When I signed up for the Career Centre’s Planning Your Career workshop, I was ready to plan. And planning I did. I plotted out my career goals for the next three years with the help of a nifty linear diagram. My plan even had a pretty good end goal: landing my dream job after university.
This was all fine and dandy (I’ve been making colourful five year plans for the past ten years), until I remembered an underlying theme of the Planning Your Career workshop: it’s almost impossible to see the end goal of your career, since a lot of jobs are found through chance. In other words, plans are a good way to explore your career options and help develop your goals, but they don’t factor in all the unpredictable elements that go along with actually landing a job.
This ideology belongs to the theory of planned happenstance: that finding a career is not a “logical and linear” process, as we were taught in high school, but is all about turning chance events into career opportunities. It’s more important to manipulate these unplanned events than to try to force an end goal that might not even be possible under changing economic and job market conditions.
As someone who grew up making five year plans and tries as hard as she can to avoid uncertainty, this was horrible news. Luckily, at the workshop, we learned five skills for planned happenstance:
Curiosity
Persistence
Flexibility
Optimism
Risk-taking
Most of these skills, in my interpretation, centred on learning to be comfortable with uncertainty. Curiosity is about seeking out the unknown and exploring new career options. Persistence keeps you focused and working toward your end goal, even if the end isn’t quite yet in sight. Flexibility accounts for the inevitable changes in the job search (such as a job rejection or an unexpected job offer) or even changes in your own attitudes or goals. To me, optimism means believing that your choices and your goals will lead somewhere. Planned happenstance also relies on taking action—or, taking risks; you have to expect, seek out, and respond to chance events.
In addition to the planned happenstance theory, we also discussed the Career Capacity Model, which encourages self-directed career management. As you can see from the diagram, there are four different aspects of career development:
Identity capacity – “knowing why”: knowing your goals
Psychological capacity – “knowing why”: resilience and believing in success
Human capacity – “knowing how”: having the right skills and academic knowledge
Social capacity – “knowing whom”: building mentors and networks
Following the Career Capacity Model was a lot less daunting than planned happenstance. The Career Capacity Model factored in more controllable features of career management than the planned happenstance theory, which mainly considered uncertain factors.
Although the Career Capacity Model was a lot more friendly and familiar to my control-freak self, it was still important to recognize the uncontrollable aspects of career exploration. Evidently, the five skills for planned happenstance are ones I need to build upon, and uncertainty is something I need to plan for.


▸ **Your instructions**: Look below for lines that hold the string "will" and copy each one.

▸ **Records to use**:
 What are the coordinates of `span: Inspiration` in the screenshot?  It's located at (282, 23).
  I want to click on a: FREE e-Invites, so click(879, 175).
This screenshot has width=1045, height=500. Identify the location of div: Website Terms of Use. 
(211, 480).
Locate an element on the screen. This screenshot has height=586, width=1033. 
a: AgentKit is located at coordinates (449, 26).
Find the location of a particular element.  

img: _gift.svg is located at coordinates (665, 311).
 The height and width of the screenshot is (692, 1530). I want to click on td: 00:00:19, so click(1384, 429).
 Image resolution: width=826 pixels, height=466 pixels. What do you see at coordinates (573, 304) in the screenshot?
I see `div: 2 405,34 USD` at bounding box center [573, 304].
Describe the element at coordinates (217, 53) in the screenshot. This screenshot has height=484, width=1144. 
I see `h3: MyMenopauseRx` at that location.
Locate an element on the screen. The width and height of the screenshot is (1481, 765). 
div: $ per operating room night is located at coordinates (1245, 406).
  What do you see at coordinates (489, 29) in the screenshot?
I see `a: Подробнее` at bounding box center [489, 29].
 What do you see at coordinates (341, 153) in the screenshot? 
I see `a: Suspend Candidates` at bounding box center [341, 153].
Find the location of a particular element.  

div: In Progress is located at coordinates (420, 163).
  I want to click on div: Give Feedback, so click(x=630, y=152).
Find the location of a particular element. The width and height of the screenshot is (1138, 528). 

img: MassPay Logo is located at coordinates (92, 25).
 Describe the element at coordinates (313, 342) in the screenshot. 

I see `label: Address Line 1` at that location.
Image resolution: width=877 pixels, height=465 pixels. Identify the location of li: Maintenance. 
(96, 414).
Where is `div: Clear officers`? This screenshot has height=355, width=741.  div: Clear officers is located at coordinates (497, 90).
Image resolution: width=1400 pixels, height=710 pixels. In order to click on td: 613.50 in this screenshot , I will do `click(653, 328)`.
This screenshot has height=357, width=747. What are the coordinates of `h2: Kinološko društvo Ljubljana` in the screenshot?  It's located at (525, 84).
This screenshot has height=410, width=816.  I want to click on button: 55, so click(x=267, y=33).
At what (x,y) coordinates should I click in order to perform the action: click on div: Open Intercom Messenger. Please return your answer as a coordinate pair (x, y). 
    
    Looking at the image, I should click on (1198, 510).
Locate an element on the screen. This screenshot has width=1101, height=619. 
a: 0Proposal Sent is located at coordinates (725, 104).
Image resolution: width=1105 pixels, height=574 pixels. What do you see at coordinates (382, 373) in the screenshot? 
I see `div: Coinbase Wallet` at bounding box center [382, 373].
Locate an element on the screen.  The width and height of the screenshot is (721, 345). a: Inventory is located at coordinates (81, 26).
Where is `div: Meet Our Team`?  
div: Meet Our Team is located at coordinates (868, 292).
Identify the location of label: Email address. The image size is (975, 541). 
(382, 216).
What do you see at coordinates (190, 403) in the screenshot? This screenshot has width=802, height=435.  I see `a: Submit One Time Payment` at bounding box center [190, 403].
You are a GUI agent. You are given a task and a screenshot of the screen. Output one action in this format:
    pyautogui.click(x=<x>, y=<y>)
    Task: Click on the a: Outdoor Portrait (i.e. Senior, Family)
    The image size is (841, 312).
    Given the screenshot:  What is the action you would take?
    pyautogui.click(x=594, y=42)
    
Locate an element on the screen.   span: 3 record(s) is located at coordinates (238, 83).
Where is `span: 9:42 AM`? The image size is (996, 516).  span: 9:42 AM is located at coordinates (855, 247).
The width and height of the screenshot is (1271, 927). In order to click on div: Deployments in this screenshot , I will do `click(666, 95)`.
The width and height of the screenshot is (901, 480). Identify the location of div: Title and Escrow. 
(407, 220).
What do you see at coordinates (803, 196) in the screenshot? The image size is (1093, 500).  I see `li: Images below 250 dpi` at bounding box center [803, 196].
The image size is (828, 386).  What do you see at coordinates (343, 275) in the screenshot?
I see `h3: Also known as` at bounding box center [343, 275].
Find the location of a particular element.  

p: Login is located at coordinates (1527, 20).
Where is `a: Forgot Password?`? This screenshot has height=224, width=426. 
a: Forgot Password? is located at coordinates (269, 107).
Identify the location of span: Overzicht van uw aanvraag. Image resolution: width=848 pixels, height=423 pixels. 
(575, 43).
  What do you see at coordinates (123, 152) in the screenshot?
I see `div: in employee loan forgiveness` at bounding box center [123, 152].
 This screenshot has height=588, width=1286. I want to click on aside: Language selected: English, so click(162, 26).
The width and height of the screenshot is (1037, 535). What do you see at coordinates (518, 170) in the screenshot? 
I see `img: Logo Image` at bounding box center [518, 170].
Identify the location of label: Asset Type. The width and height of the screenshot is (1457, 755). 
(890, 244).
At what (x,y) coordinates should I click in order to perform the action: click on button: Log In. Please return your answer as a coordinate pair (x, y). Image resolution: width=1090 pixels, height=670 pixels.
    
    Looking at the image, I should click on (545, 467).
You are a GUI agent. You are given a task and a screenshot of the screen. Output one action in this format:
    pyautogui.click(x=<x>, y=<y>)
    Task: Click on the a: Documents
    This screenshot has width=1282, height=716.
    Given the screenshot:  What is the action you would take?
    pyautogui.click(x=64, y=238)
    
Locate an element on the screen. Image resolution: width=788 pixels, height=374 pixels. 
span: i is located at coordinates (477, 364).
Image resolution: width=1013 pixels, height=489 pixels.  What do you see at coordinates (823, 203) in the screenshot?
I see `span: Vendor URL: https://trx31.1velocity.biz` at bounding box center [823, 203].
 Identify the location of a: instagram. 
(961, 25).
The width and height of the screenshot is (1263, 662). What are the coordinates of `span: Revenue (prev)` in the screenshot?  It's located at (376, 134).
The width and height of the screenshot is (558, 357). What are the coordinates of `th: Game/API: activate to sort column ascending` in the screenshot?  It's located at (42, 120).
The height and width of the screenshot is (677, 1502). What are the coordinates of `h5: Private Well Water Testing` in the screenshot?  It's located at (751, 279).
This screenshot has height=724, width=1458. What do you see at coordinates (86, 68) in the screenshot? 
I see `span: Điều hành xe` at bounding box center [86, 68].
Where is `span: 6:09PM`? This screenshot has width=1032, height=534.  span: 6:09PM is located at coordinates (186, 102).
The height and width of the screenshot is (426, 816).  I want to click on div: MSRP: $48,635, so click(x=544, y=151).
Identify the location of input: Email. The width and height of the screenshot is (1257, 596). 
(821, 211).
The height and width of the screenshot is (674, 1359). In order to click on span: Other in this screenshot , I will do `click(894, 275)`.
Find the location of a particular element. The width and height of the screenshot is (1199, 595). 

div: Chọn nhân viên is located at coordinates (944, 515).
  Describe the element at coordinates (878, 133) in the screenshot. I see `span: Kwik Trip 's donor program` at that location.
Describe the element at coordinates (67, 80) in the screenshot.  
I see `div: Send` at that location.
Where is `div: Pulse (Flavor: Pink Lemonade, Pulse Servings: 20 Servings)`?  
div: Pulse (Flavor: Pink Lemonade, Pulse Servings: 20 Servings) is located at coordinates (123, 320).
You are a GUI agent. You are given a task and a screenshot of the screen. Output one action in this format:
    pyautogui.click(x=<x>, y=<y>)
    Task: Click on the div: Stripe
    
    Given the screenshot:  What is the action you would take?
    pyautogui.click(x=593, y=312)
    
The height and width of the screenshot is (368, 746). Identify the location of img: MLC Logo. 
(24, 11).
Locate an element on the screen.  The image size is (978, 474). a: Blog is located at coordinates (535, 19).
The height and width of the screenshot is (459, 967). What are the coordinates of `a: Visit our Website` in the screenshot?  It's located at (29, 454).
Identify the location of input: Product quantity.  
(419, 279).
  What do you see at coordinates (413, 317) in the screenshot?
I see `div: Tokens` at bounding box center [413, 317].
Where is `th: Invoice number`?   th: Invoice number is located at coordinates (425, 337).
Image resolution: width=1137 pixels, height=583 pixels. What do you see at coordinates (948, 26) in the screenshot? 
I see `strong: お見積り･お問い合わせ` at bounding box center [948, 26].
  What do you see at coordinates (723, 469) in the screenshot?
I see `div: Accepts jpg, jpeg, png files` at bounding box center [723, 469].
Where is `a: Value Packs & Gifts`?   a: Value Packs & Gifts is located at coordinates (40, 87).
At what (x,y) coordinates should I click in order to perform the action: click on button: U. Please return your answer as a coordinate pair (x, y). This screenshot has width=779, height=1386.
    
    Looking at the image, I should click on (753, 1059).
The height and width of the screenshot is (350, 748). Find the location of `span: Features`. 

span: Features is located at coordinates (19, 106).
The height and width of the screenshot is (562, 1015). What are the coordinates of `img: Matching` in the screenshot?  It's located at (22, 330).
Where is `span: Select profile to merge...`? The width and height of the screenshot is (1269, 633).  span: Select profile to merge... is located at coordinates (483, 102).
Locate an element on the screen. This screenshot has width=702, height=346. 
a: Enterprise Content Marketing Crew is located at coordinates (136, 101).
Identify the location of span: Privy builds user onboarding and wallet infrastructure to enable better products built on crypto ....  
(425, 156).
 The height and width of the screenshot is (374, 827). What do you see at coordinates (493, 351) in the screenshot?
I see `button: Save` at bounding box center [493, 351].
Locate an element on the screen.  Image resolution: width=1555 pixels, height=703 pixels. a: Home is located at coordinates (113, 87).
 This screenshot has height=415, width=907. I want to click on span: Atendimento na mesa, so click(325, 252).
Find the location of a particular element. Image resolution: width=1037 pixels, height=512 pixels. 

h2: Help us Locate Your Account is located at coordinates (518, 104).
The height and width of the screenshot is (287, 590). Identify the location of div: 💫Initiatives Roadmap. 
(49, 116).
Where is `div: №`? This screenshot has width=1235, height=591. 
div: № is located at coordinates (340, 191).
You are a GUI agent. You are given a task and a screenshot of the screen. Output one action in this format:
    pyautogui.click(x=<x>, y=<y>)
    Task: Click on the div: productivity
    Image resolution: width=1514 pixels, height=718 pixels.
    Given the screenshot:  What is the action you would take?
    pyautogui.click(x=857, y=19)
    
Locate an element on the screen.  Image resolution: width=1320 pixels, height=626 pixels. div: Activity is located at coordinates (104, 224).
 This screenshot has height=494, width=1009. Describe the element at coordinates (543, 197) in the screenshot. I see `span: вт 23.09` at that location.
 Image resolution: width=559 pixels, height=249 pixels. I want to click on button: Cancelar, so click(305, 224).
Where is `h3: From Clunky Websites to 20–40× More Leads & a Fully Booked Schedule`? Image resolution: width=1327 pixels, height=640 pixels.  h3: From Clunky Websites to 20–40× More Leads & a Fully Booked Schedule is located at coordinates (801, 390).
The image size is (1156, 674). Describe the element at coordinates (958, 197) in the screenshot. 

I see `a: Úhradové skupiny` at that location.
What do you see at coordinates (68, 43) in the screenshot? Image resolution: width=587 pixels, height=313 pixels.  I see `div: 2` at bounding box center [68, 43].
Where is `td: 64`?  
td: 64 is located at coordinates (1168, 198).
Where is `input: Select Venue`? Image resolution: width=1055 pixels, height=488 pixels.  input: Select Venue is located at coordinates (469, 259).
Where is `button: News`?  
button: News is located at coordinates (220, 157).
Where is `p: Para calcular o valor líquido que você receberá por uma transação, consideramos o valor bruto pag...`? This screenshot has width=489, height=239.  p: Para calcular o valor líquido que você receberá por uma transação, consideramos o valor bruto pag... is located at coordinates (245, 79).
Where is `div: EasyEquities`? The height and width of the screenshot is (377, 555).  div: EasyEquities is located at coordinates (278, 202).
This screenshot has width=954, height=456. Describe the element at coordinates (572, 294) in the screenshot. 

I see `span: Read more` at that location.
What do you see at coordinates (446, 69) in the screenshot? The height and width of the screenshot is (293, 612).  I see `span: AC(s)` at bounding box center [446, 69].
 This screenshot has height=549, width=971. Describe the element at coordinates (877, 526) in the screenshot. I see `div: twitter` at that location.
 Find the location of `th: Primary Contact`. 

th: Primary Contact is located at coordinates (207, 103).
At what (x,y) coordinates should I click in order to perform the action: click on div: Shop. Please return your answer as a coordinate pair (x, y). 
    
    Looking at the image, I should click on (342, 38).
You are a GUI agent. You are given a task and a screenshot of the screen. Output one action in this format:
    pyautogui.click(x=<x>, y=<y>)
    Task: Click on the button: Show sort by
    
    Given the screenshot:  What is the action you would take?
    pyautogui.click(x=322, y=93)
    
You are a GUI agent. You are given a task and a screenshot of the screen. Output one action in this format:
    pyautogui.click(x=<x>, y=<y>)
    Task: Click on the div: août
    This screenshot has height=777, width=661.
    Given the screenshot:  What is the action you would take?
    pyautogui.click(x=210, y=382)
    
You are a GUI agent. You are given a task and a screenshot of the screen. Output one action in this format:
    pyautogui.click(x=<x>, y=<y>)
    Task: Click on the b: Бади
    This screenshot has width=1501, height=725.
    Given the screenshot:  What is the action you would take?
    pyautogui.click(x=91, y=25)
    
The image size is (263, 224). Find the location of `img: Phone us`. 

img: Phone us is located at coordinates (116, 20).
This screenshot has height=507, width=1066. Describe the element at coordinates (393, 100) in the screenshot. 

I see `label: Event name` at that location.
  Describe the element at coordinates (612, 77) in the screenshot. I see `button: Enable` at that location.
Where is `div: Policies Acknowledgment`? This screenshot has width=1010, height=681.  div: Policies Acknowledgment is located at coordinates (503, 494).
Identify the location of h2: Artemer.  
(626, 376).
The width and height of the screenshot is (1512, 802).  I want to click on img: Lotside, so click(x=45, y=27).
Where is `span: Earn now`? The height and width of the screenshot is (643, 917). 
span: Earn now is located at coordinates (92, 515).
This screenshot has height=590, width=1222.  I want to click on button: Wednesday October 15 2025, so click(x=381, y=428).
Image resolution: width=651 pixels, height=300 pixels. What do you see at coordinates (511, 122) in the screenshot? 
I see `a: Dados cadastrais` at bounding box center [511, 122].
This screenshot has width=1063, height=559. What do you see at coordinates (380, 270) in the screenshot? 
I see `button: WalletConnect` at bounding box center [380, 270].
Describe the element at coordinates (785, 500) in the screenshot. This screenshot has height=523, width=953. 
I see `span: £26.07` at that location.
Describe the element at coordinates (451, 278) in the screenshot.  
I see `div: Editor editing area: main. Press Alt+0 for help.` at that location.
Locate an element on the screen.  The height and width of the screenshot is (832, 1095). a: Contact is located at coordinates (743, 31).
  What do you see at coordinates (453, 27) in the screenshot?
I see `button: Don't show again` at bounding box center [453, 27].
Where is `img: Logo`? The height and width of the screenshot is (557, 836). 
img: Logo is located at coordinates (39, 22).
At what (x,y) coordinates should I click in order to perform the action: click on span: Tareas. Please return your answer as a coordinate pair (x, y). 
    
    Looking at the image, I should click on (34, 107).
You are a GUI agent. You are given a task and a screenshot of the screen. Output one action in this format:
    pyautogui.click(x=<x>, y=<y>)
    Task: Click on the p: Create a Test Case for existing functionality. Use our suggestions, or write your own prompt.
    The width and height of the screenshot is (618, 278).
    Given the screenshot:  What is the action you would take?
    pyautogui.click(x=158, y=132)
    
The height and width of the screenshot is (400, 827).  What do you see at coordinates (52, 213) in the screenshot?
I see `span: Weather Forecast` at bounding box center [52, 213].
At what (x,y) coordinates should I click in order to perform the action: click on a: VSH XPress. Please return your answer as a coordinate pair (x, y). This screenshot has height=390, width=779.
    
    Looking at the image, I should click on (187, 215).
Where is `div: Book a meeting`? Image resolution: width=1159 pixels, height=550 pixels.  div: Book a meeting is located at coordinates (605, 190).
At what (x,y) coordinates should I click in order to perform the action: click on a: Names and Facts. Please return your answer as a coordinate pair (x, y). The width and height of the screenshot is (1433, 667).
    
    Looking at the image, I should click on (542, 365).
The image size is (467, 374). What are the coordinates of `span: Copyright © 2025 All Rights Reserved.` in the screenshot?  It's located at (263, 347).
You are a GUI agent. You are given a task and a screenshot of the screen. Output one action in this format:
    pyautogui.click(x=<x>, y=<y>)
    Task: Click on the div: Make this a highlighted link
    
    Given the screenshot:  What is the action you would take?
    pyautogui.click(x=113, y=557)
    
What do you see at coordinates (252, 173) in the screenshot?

▸ **Exercise output**:
Image resolution: width=1400 pixels, height=710 pixels. In order to click on td: 613.50 in this screenshot , I will do `click(653, 328)`.
The width and height of the screenshot is (1271, 927). In order to click on div: Deployments in this screenshot , I will do `click(666, 95)`.
The height and width of the screenshot is (674, 1359). In order to click on span: Other in this screenshot , I will do `click(894, 275)`.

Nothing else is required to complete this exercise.